Semantically Supervised Appearance Decomposition for Virtual Staging from a Single Panorama

Dance and Jump

We describe a novel approach to decompose a single panorama of an empty indoor environment into four appearance components: specular, direct sunlight, diffuse and diffuse ambient without direct sunlight. Our system is weakly supervised by automatically generated semantic maps (with floor, wall, ceiling, lamp, window and door labels) that have shown success on perspective views and are trained for panoramas using transfer learning without any further annotations. A GAN-based approach supervised by coarse information obtained from the semantic map extracts specular reflection and direct sunlight regions on the floor and walls. These lighting effects are removed via a similar GAN-based approach and a semantic-aware inpainting step. The appearance decomposition enables multiple applications including sun direction estimation, virtual furniture insertion, floor material replacement, and sun direction change, providing an effective tool for virtual home staging. We demonstrate the effectiveness of our approach on a large and recently released dataset of panoramas of empty homes.

Publications


"Semantically Supervised Appearance Decomposition for Virtual Staging from a Single Panorama"
Tiancheng Zhi, Bowei Chen, Ivaylo Boyadzhiev, Sing Bing Kang, Martial Hebert, and Srinivasa G. Narasimhan
ACM Transactions on Graphics (SIGGRAPH), 2022.
[Paper (130 MB)] [Compressed Paper (7 MB)] [Supp] [Dataset] [Code]

Illustrations

Our system consists of three modules: (1) Coarse Effects Localization coarsely localizes lighting effects using automatically generated semantics; (2) Lighting Effects Detection separates specular reflection on the floor and direct sunlight on the floor and the wall (effects are brightened for visualization); (3) Lighting Effects Removal removes the detected specular reflection and direct sunlight, outputting a diffuse image (no specular) and an ambient image (no specular and sunlight). The specular reflection, direct sunlight, diffuse image, and ambient image can be used for various virtual staging applications.

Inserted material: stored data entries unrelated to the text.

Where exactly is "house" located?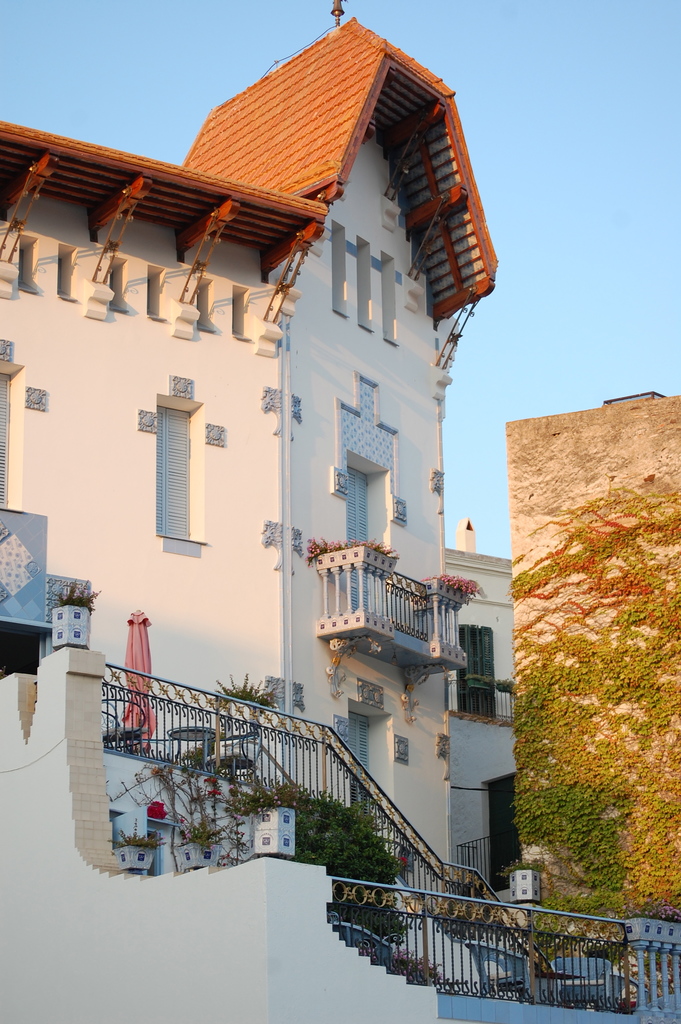
Its bounding box is [520,383,680,984].
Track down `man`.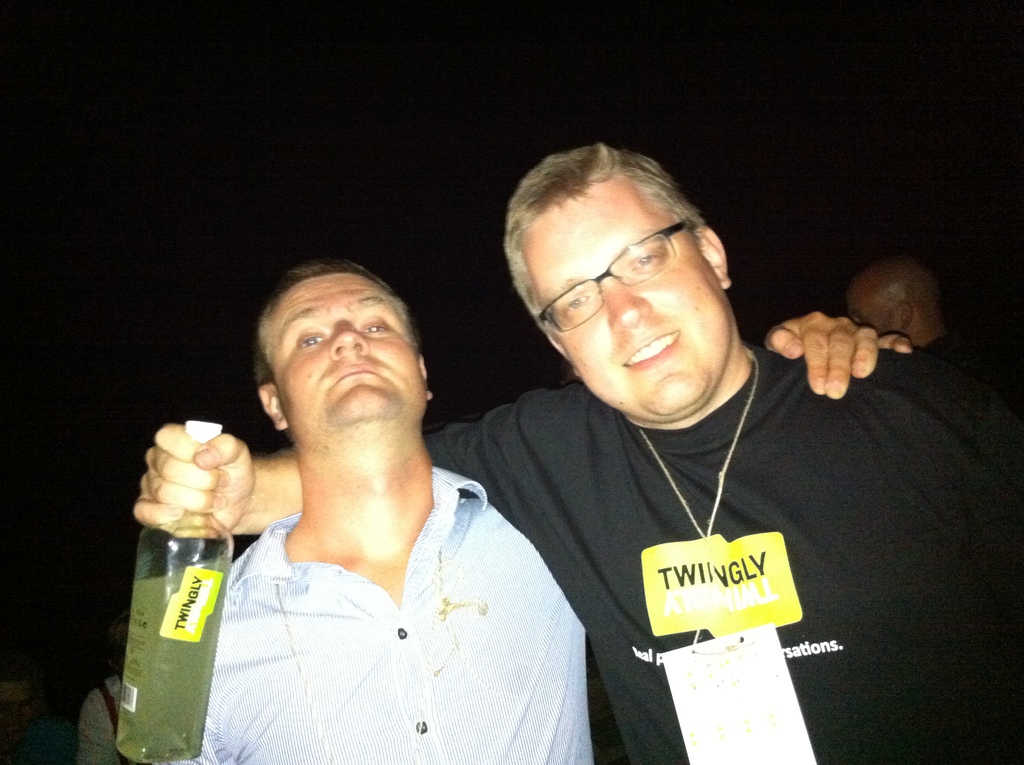
Tracked to 82/257/913/764.
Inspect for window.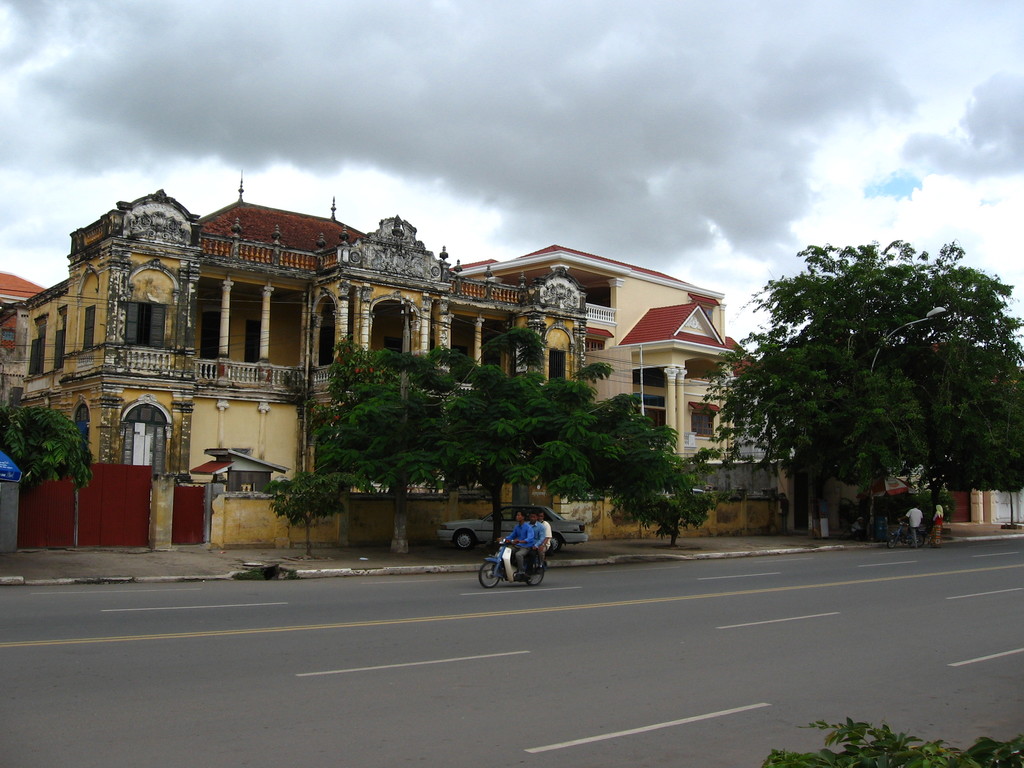
Inspection: {"x1": 51, "y1": 307, "x2": 65, "y2": 371}.
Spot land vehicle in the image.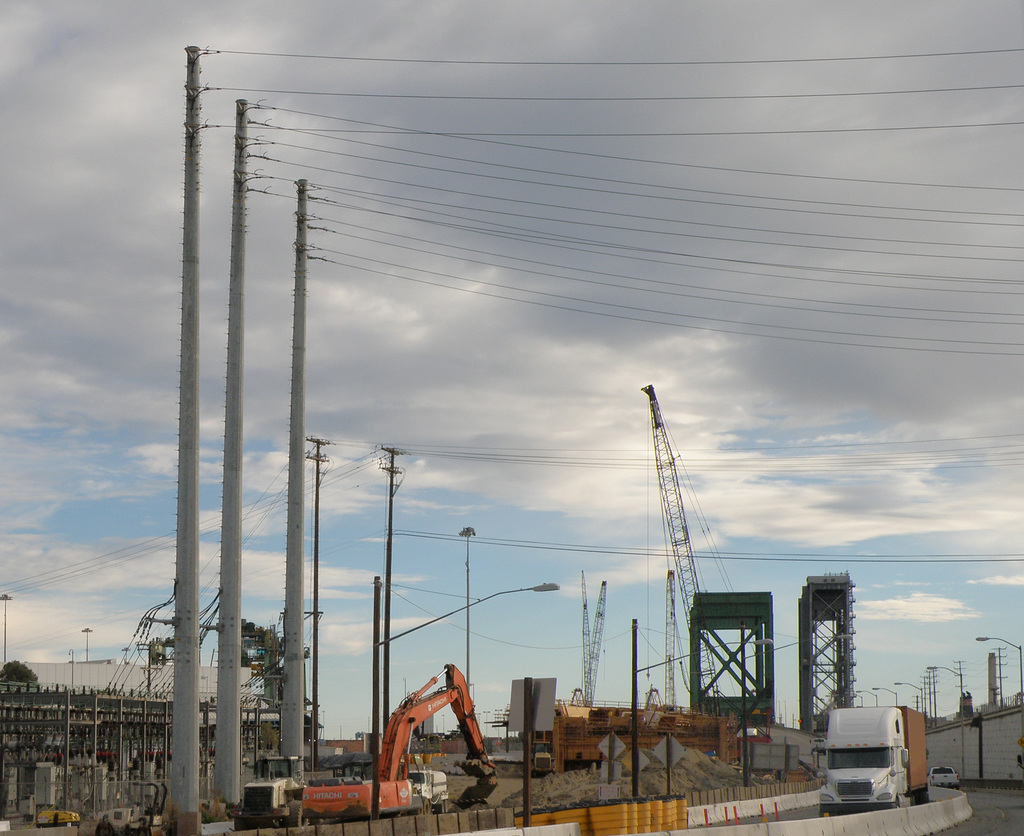
land vehicle found at [405, 768, 445, 814].
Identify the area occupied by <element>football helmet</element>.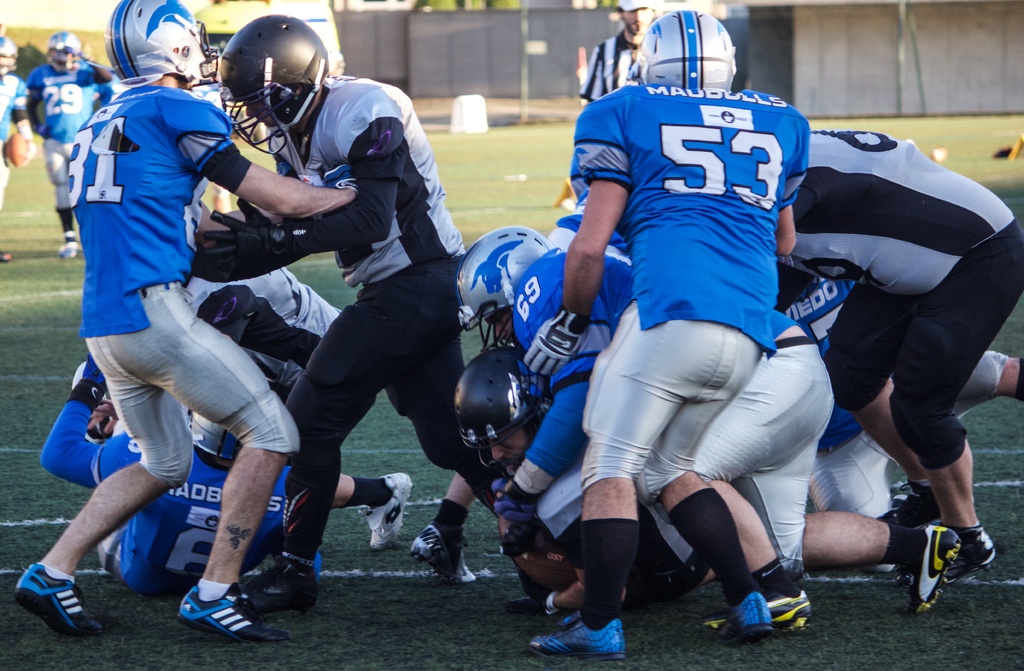
Area: [x1=200, y1=8, x2=318, y2=158].
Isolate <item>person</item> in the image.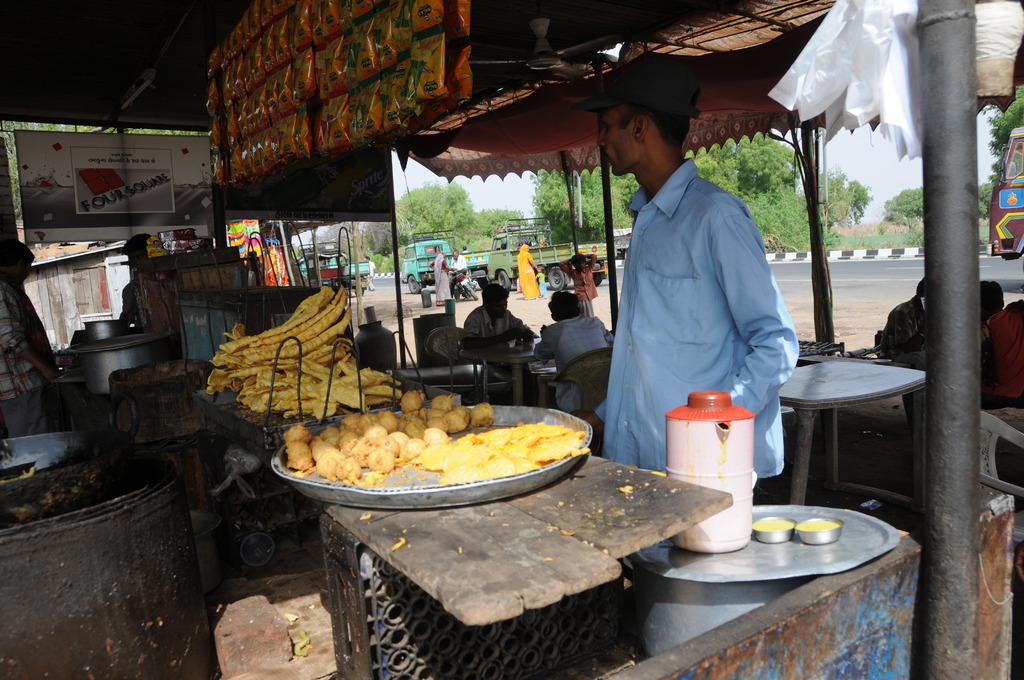
Isolated region: bbox=[515, 241, 539, 302].
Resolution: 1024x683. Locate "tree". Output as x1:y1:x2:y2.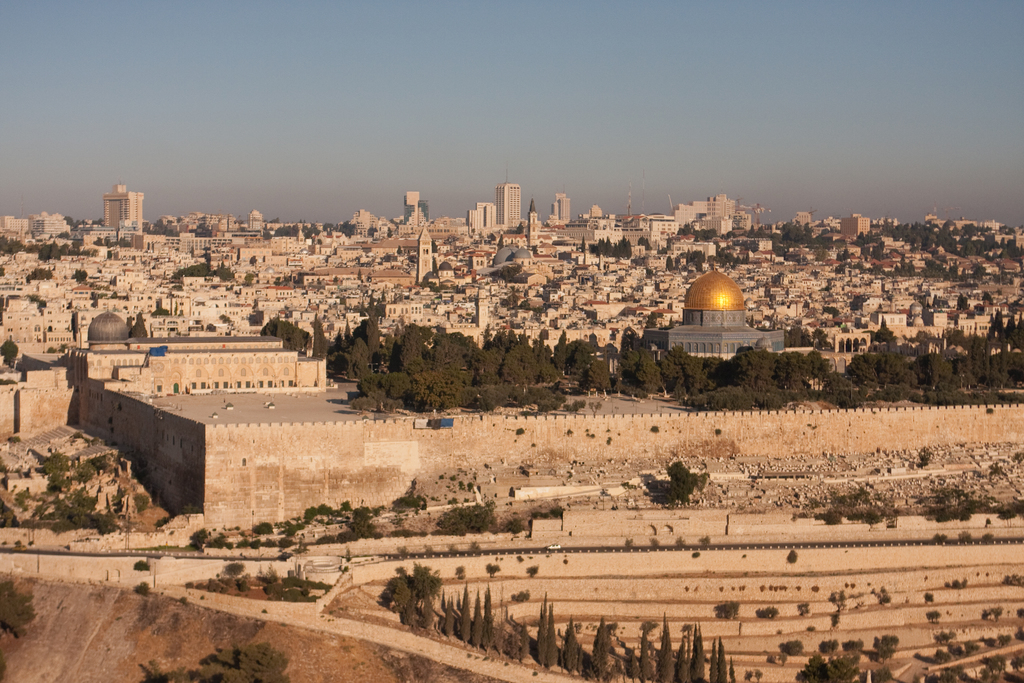
129:311:147:336.
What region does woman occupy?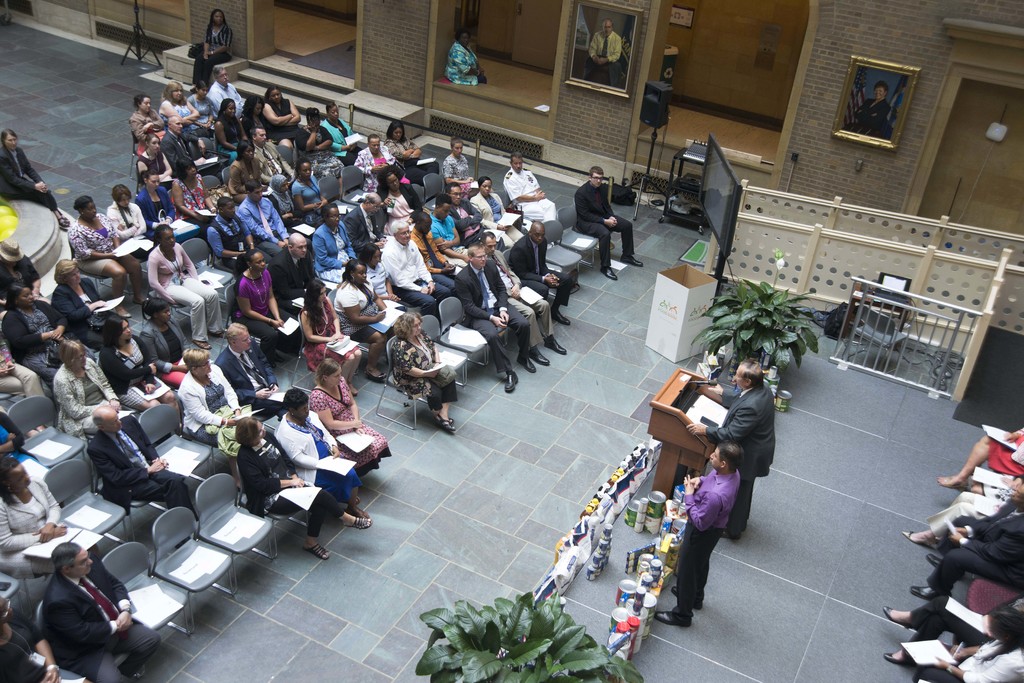
box(471, 176, 521, 247).
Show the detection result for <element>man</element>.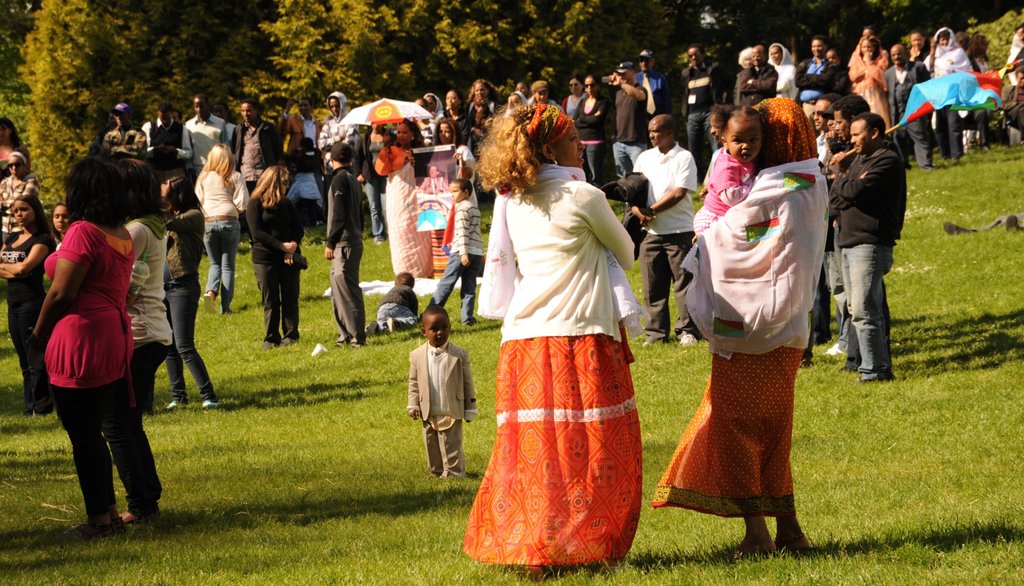
(left=627, top=113, right=703, bottom=344).
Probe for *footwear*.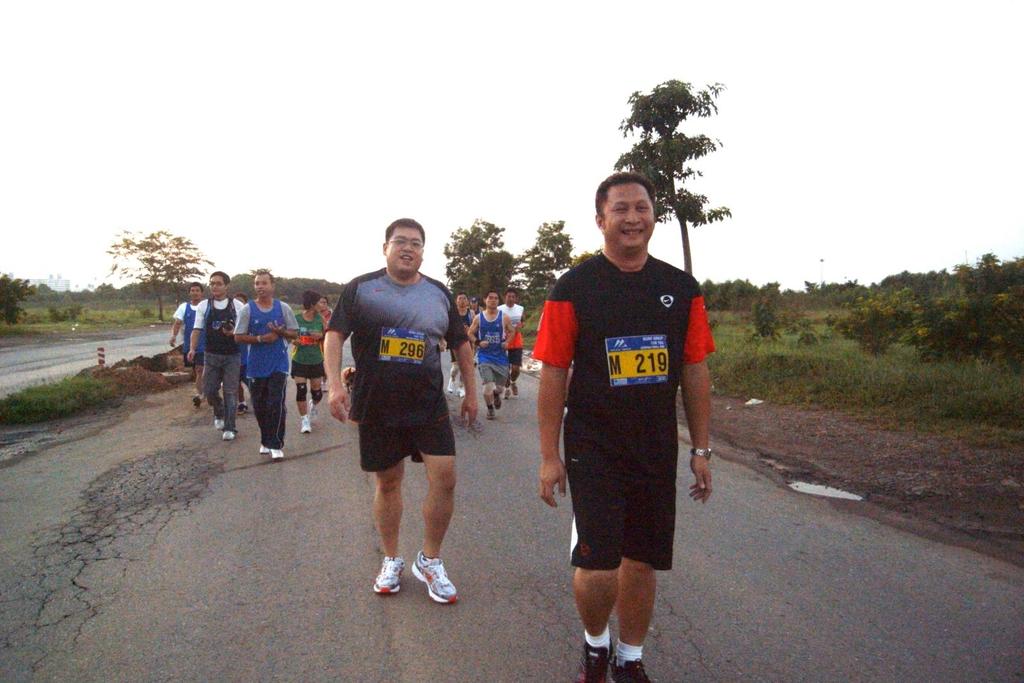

The geometry of lighting effects considered in this work. (a) For specular reflections, when the camera is upright, the light source point (transparent or open window, door, or indoor lamp), the reflection point, and the camera center lie on a vertical plane (shown as gray), corresponding to a column in the panorama. (b) For direct sunlight, the sun direction establishes the mapping between a window (or door) point and a floor point illuminated by direct sunlight. The sunlit floor area can be back-projected to the window according to the sun direction.

A semantic map with 7 classes is computed automatically from a panorama. The map is used to obtain coarse lighting effect masks exploiting the geometric constraints in the figure above. These coarse masks are used to supervise a GAN-based method to obtain accurate specular and sunlit images.

Architecture for lighting effects detection. The lighting effects network takes a panorama as input, and predicts the specular and sunlight components. If the prediction is good, a local discriminator trying to locate specular regions should fail on the image with specular component removed. This is the key supervision signal for training the lighting effects network. The local discriminator is supervised by coarse specular masks obtained from semantics. Similar techniques are applied to sunlight regions and regions with overlapping specular and direct sunlight.

Results and Applications

Scene 1: insert furniture, change material, change sun direction.

Scene 2: insert furniture.

Scene 3: insert furniture.

Scene 4: insert furniture.

Scene 5: change sun direction.

Acknowledgements


This work was supported by a gift from Zillow Group, USA, and NSF Grants #CNS-2038612, #IIS-1900821.